With Micmacs, Jean-Pierre Jeunet has abandoned the grand, epic palette of A Very Long Engagement and returned decidedly and unavoidably to the more petite confines of an Amelie-esque narrative universe. In Engagement, the director - as stunning as his visual prowess was in certain sequences - seemed out of his league, attempting to lasso a story and a sweeping dramatic arc that appeared to most viewers to be just outside his grasp.
Things are so low to the ground in Micmacs, though, that he has no trouble keeping things in line.
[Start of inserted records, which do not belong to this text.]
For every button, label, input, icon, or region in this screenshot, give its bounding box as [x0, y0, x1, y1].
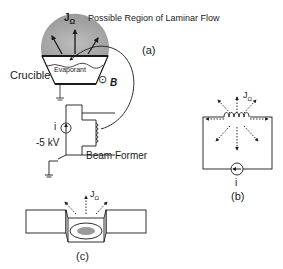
boat-left-electrode — [26, 210, 66, 233]
crucible-label: Crucible — [10, 70, 50, 81]
evaporant-spot — [77, 227, 95, 235]
flux-subscript: Ω — [248, 96, 253, 102]
boat-right-electrode — [106, 210, 146, 233]
voltage-label: -5 kV — [36, 138, 59, 148]
flux-label-c: JΩ — [90, 190, 99, 201]
panel-c — [26, 196, 146, 242]
panel-b-tag: (b) — [231, 191, 244, 202]
flux-label-a: JΩ — [64, 13, 75, 25]
filament-loop — [203, 117, 272, 169]
b-field-symbol: ⊙ — [98, 74, 107, 85]
panel-c-tag: (c) — [76, 251, 89, 262]
flux-arrows-c — [65, 196, 107, 214]
flux-subscript: Ω — [95, 195, 100, 201]
panel-b — [203, 97, 272, 175]
laminar-flow-label: Possible Region of Laminar Flow — [88, 14, 220, 23]
panel-a-tag: (a) — [142, 45, 155, 56]
b-field-label: B — [110, 78, 117, 88]
flux-arrows-b — [206, 97, 268, 150]
current-label-a: i — [54, 122, 56, 132]
flux-label-b: JΩ — [243, 91, 252, 102]
beam-former-label: Beam Former — [86, 151, 147, 161]
flux-subscript: Ω — [70, 18, 76, 25]
evaporant-label: Evaporant — [54, 66, 86, 73]
diagram-canvas — [0, 0, 283, 269]
current-label-b: i — [235, 178, 237, 188]
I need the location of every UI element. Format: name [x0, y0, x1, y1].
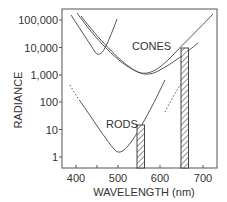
y-tick-label: 100,000: [18, 14, 58, 26]
x-tick-labels: 400 500 600 700: [67, 172, 212, 184]
cones-label: CONES: [132, 40, 171, 52]
rods-label: RODS: [106, 118, 138, 130]
y-tick-label: 10: [46, 124, 58, 136]
y-tick-label: 10,000: [24, 42, 58, 54]
x-tick-label: 500: [109, 172, 127, 184]
y-tick-labels: 100,000 10,000 1,000 100 10 1: [18, 14, 58, 163]
x-axis-title: WAVELENGTH (nm): [93, 186, 194, 198]
y-tick-label: 100: [40, 96, 58, 108]
rod-stimulus-bar: [137, 125, 145, 168]
rod-curve: [80, 80, 165, 152]
y-axis-title: RADIANCE: [12, 72, 24, 129]
cone-stimulus-bar: [181, 48, 189, 168]
x-tick-label: 400: [67, 172, 85, 184]
y-tick-label: 1: [52, 151, 58, 163]
rod-curve-dotted: [70, 85, 80, 101]
x-tick-label: 600: [151, 172, 169, 184]
radiance-chart: 100,000 10,000 1,000 100 10 1 400 500 60…: [0, 0, 227, 202]
y-tick-label: 1,000: [30, 69, 58, 81]
x-tick-label: 700: [194, 172, 212, 184]
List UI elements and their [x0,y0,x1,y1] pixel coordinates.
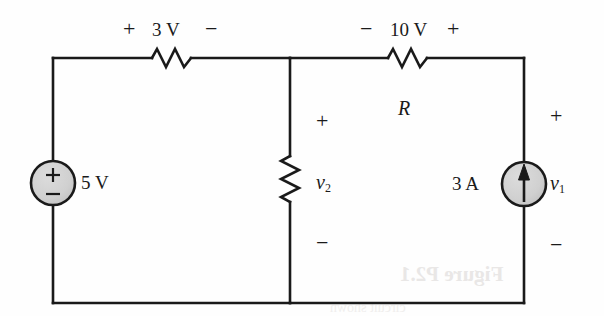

This tale of a guy named Bazil (Dany Boon) who gets hit by a stray bullet, then decides to find the owners of the bullet company and make them pay for their user error is loud and rowdy, but never out of control.

With his whimsical imagery and locomotive pace - if anything, Micmacs never moves slowly enough to be dull - Jeunet infuses this latest opus of his with all the knick-knacks that made Amelie such an endearing hit.
But Dany Boon and company are no Audrey Tautou, and without an infinitely empathetic human protagonist at the center of Jeunet's narrative universe, Micmacs spirals off into tangent quickly and never returns. There's a mercurial edge to Jeunet at his best that makes many of his films bubbly and mysterious in their kinetic push, but in Micmacs, the effervescence doesn't stick around for very long: With this urban romp, it doesn't so much seem like Jeunet has returned to popular form - it feels like he's treading water.